The surprisingly vitriolic debate between the MVD chief, Dudorov, and the KGB chief, Serov, also prefigured other, larger debates to come. Following what they took to be Khrushchev’s lead, liberals wanted to make fast changes to almost every sphere of Soviet life. At the same time, defenders of the old system wanted to stop, reverse, or alter these changes, particularly when they affected the livelihoods of powerful groups of people. The result of this clash was predictable: not only unchanged prison cells, but also half-baked reforms, new privileges which were quickly revoked, and public discussions which were immediately hushed up. The era which came to be called the “Thaw” was indeed an era of change, but change of a particular kind: reforms took two steps forward, and then one step—or sometimes three steps—back.
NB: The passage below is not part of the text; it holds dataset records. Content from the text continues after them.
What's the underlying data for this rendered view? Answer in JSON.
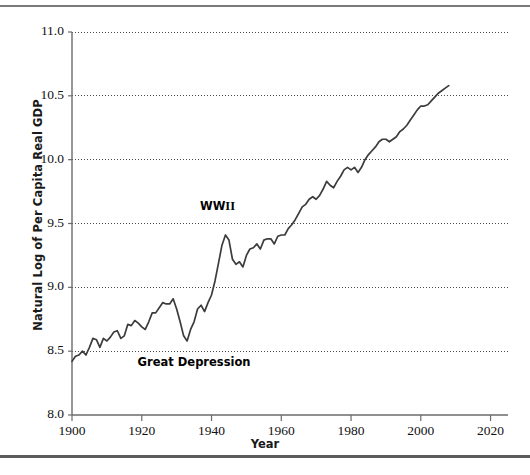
{
  "figure": {
    "background_color": "#ffffff",
    "line_color": "#3c3c3c",
    "axis_color": "#6b6b6b",
    "grid_color": "#4a4a4a",
    "top_rule_color": "#7a7a7a",
    "bottom_rule_color": "#5b5b5b"
  },
  "axes": {
    "ylabel": "Natural Log of Per Capita Real GDP",
    "xlabel": "Year",
    "y_ticks": [
      "8.0",
      "8.5",
      "9.0",
      "9.5",
      "10.0",
      "10.5",
      "11.0"
    ],
    "x_ticks": [
      "1900",
      "1920",
      "1940",
      "1960",
      "1980",
      "2000",
      "2020"
    ]
  },
  "annotations": {
    "ww2_prefix": "WW",
    "ww2_numeral": "II",
    "great_depression": "Great Depression"
  },
  "chart_data": {
    "type": "line",
    "title": "",
    "subtitle": "",
    "xlabel": "Year",
    "ylabel": "Natural Log of Per Capita Real GDP",
    "xlim": [
      1900,
      2025
    ],
    "ylim": [
      8.0,
      11.0
    ],
    "y_ticks": [
      8.0,
      8.5,
      9.0,
      9.5,
      10.0,
      10.5,
      11.0
    ],
    "x_ticks": [
      1900,
      1920,
      1940,
      1960,
      1980,
      2000,
      2020
    ],
    "grid": "horizontal-dotted",
    "legend": "none",
    "annotations": [
      {
        "text": "WW II",
        "x": 1943,
        "y": 9.63
      },
      {
        "text": "Great Depression",
        "x": 1932,
        "y": 8.41
      }
    ],
    "series": [
      {
        "name": "Natural log of US per capita real GDP",
        "color": "#3c3c3c",
        "x": [
          1900,
          1901,
          1902,
          1903,
          1904,
          1905,
          1906,
          1907,
          1908,
          1909,
          1910,
          1911,
          1912,
          1913,
          1914,
          1915,
          1916,
          1917,
          1918,
          1919,
          1920,
          1921,
          1922,
          1923,
          1924,
          1925,
          1926,
          1927,
          1928,
          1929,
          1930,
          1931,
          1932,
          1933,
          1934,
          1935,
          1936,
          1937,
          1938,
          1939,
          1940,
          1941,
          1942,
          1943,
          1944,
          1945,
          1946,
          1947,
          1948,
          1949,
          1950,
          1951,
          1952,
          1953,
          1954,
          1955,
          1956,
          1957,
          1958,
          1959,
          1960,
          1961,
          1962,
          1963,
          1964,
          1965,
          1966,
          1967,
          1968,
          1969,
          1970,
          1971,
          1972,
          1973,
          1974,
          1975,
          1976,
          1977,
          1978,
          1979,
          1980,
          1981,
          1982,
          1983,
          1984,
          1985,
          1986,
          1987,
          1988,
          1989,
          1990,
          1991,
          1992,
          1993,
          1994,
          1995,
          1996,
          1997,
          1998,
          1999,
          2000,
          2001,
          2002,
          2003,
          2004,
          2005,
          2006,
          2007,
          2008
        ],
        "y": [
          8.42,
          8.46,
          8.47,
          8.5,
          8.47,
          8.53,
          8.6,
          8.59,
          8.53,
          8.6,
          8.58,
          8.61,
          8.65,
          8.66,
          8.6,
          8.62,
          8.71,
          8.7,
          8.74,
          8.72,
          8.69,
          8.67,
          8.73,
          8.8,
          8.8,
          8.84,
          8.88,
          8.87,
          8.87,
          8.91,
          8.83,
          8.73,
          8.62,
          8.58,
          8.67,
          8.73,
          8.83,
          8.86,
          8.81,
          8.88,
          8.94,
          9.05,
          9.19,
          9.33,
          9.41,
          9.37,
          9.22,
          9.18,
          9.2,
          9.16,
          9.25,
          9.3,
          9.31,
          9.34,
          9.3,
          9.37,
          9.38,
          9.38,
          9.34,
          9.4,
          9.41,
          9.41,
          9.46,
          9.49,
          9.53,
          9.58,
          9.63,
          9.65,
          9.69,
          9.71,
          9.69,
          9.72,
          9.77,
          9.83,
          9.8,
          9.78,
          9.83,
          9.87,
          9.92,
          9.94,
          9.92,
          9.94,
          9.9,
          9.94,
          10.0,
          10.04,
          10.07,
          10.1,
          10.14,
          10.16,
          10.16,
          10.14,
          10.16,
          10.18,
          10.22,
          10.24,
          10.27,
          10.31,
          10.35,
          10.39,
          10.42,
          10.42,
          10.43,
          10.46,
          10.49,
          10.52,
          10.54,
          10.56,
          10.58
        ]
      }
    ]
  }
}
Release, whether it came in 1926 or 1956, had always left prisoners with mixed feelings. Gennady Andreev-Khomiakov, a prisoner released in the 1930s, was surprised by his own reaction:
After Stalin’s death and Khrushchev’s speech, the releases came more rapidly, and reactions became even more confused. Prisoners who had expected to spend another decade behind barbed wire were let go on a day’s notice. One group of exiles was summoned during working hours to the offices of their mine, and simply told to go home. As one remembered,
Prisoners who had thought of nothing else except freedom were strangely reluctant to experience it: “Although I could hardly believe it myself, I was weeping as I walked out to freedom . . . I felt as though I had torn my heart away from what was dearest and most precious to it, from my comrades in misfortune. The gates closed—and it was all finished.” 18
Many were simply not ready. Yuri Zorin, riding a crowded prisoners’ train south from Kotlas in 1954, made it past only two stations. “Why am I going to Moscow?” he asked himself—and then turned around and headed back to his old camp, where his ex-commander helped him get a job as a free worker. There he remained, for another sixteen years. 19 Evgeniya Ginzburg knew a woman who actually did not want to leave her barracks: “The thing is that I—I can’t face living outside. I want to stay in camp,” she told her friends. 20 Another wrote in his diary that “I really don’t want freedom. What is drawing me to freedom? It seems to me that out there . . . there are lies, hypocrisy, thoughtlessness. Out there, everything is fantastically unreal, and here, everything is real.”21 Many did not trust Khrushchev, expected the situation to worsen again, and took jobs as free workers in Vorkuta or Norilsk. They preferred not to experience the emotions and undergo the hassle of return, if they were ultimately to be re-arrested anyway.